The HHP board doesn’t think the word ‘plantation’ is offensive. Here’s why it is
In its recent email to the property owners of Hilton Head Plantation, the board of Hilton Head Plantation stated the following:
The Board realizes that many individuals are passionate about their feelings on both sides of this issue. Many comments were received from property owners; however, one property owner’s suggestion truly resonated with the Board. The property owner wrote in part, “We believe that the associated history is to be learned from — not to be deleted or rewritten….We also appreciate other peoples perceived sensitivities to the past unfairness or injustices.”
I read this statement from the Hilton Head Plantation board over and over to try to make sense of it.
History should not be “deleted or rewritten”?
“We also appreciate other peoples perceived sensitivities to the past unfairness or injustices”?
What?
Who are these “other peoples’”?
What is most disturbing is the term “perceived sensitivities.”
“Perceived?”
As if the horrors of slavery were just perceived and not real?!
For the Hilton Head Plantation board members to single this quote out as something that resonates with them just shows the obtuse insensitivity and complete lack of understanding they have regarding the issue of the word “plantation.”
The board needs to know that plantation slavery wasn’t a perceived injustice.
It was the darkest part of U.S. history — and it is one that is well documented, not imaginary.
A painful word
Let me clarify things by answering this question:
What is the significance of the term “plantation”?
A plantation is a large farm or estate dedicated to large-scale agricultural production.
But while plantations exist all over the world, they do so without the baggage that the term has in the American South.
In the American South — and that includes South Carolina and indeed Hilton Head itself — the term “plantation” is associated with slave plantations.
Slavery.
Far from calling for the past to be deleted or rewritten, those of us who are opposed to the word “plantation” recognize all too well its history and significance.
That is precisely why we don’t want to glorify this word.
That is precisely why we don’t want this word to be part of a housing development’s name.
The word’s cruel legacy
In a June article in The Island Packet, Hilton Head Plantation General Manager Peter Kristian was quoted as saying the name “Plantation” was intended to “denote a leisurely lifestyle and to recognize the history of the land.”
But in the American South, the term is inextricably linked to slavery.
In fact, to say that the word denotes a leisurely lifestyle is itself an attempt to delete and rewrite history — a history “perceived” of white slave master people sitting on the porch of a plantation house enjoying a cool breeze.
But in his description of a plantation as a place of leisure, Kristian ignored what actually took place on plantations:
▪ Forced labor coupled with violence.
▪ Beatings.
▪ Rape.
▪ The buying and selling of human beings.
Carolyn Randall Williams, a poet and college professor, described it well when she wrote that the South “is a space whose prosperity and sense of romance and nostalgia were built upon the grievous exploitation of black life.”
Offensive to all
It pains me to write this piece.
I can’t believe that in 2020 I have to explain that plantation slavery was horrible, and that holding on to the term “plantation” is an affront to all people who love freedom and justice.
You don’t have to be a descendant of slaves to be offended by the term as a label for your home.
Having the term as part of the name of a community is a way to glorify the term and, by extension, glorify slavery. That is precisely why other communities on the island have decided not to use “plantation” in their marketing.
Understanding history
I agree with the board that we need to understand history.
There are lots of books on the subject, and I would like to suggest these sources for starters:
▪ “Local Color: The Southern Plantation in Popular Culture” by Jessica Adams.
This article, which appears in the Spring 1999 edition of the publication Cultural Critique, describes the how the term “plantation” has been romanticized and distorted by popular culture such as the film “Gone With the Wind.”
▪ The book “Black Majority” by Peter Wood documents the Black majority in colonial South Carolina and the specific importance of buying skilled men and women from rice-growing regions of West Africa to work on Lowcountry rice-growing plantations.
▪ “Down by the Riverside: A South Carolina Slave Community” is a book by Charles Joyner, a historian and anthropologist, that details life in a Lowcountry community and its links to the Gullah language.
▪ “South Carolina Slavery — Buying and Selling Human Beings” is a section on the state’s website that examines the history of slavery in South Carolina.
Visit https://www.sciway.net/afam/slavery/flesh.html to see the section.
▪ “You Want a Confederate Monument? My Body is a Confederate Monument” is a beautifully written New York Times Opinion piece by the aforementioned Carolyn Randall Williams about her family’s story and the implications of glorifying the symbols of the South.
William Patterson was a career diplomat with the U.S. Agency for International Development and has served in Africa, the Middle East, Asia and Latin America. A South Carolina native, Patterson has a Ph.D. from Cornell University. He currently holds the John C. West Chair of American Government and International Politics at the Citadel. He is a resident of HHP.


→ Your objective
I would like every record reproduced exactly, with the pictures left out.

→ Dataset entries

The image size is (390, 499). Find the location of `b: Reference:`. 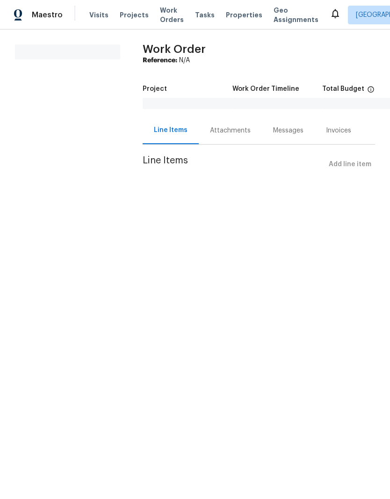

b: Reference: is located at coordinates (160, 60).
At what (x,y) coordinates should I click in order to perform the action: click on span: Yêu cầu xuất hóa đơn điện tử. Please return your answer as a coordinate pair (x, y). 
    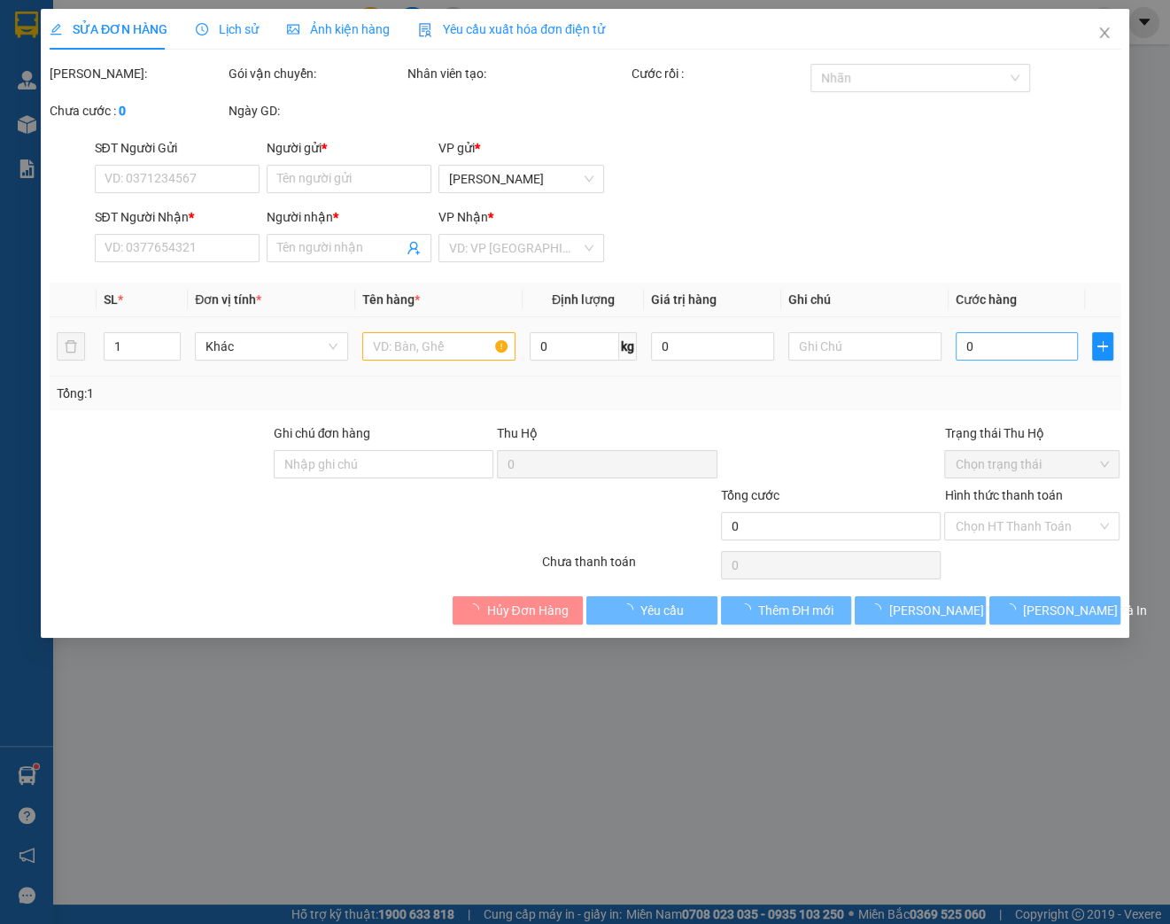
    Looking at the image, I should click on (511, 29).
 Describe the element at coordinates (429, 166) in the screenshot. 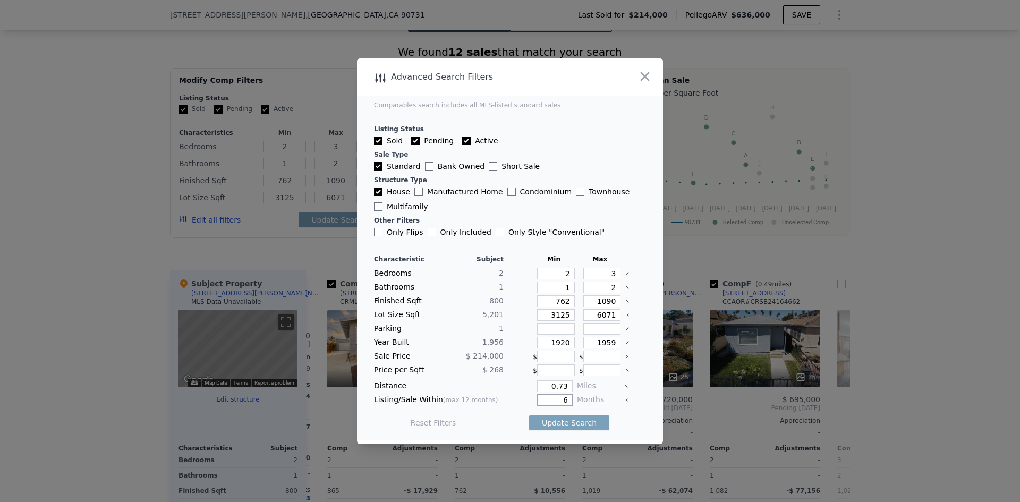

→ Completed exercise
The image size is (390, 499). Find the location of `b: Reference:`. 

b: Reference: is located at coordinates (160, 60).
At what (x,y) coordinates should I click in order to perform the action: click on span: Yêu cầu xuất hóa đơn điện tử. Please return your answer as a coordinate pair (x, y). 
    Looking at the image, I should click on (511, 29).
 Describe the element at coordinates (429, 166) in the screenshot. 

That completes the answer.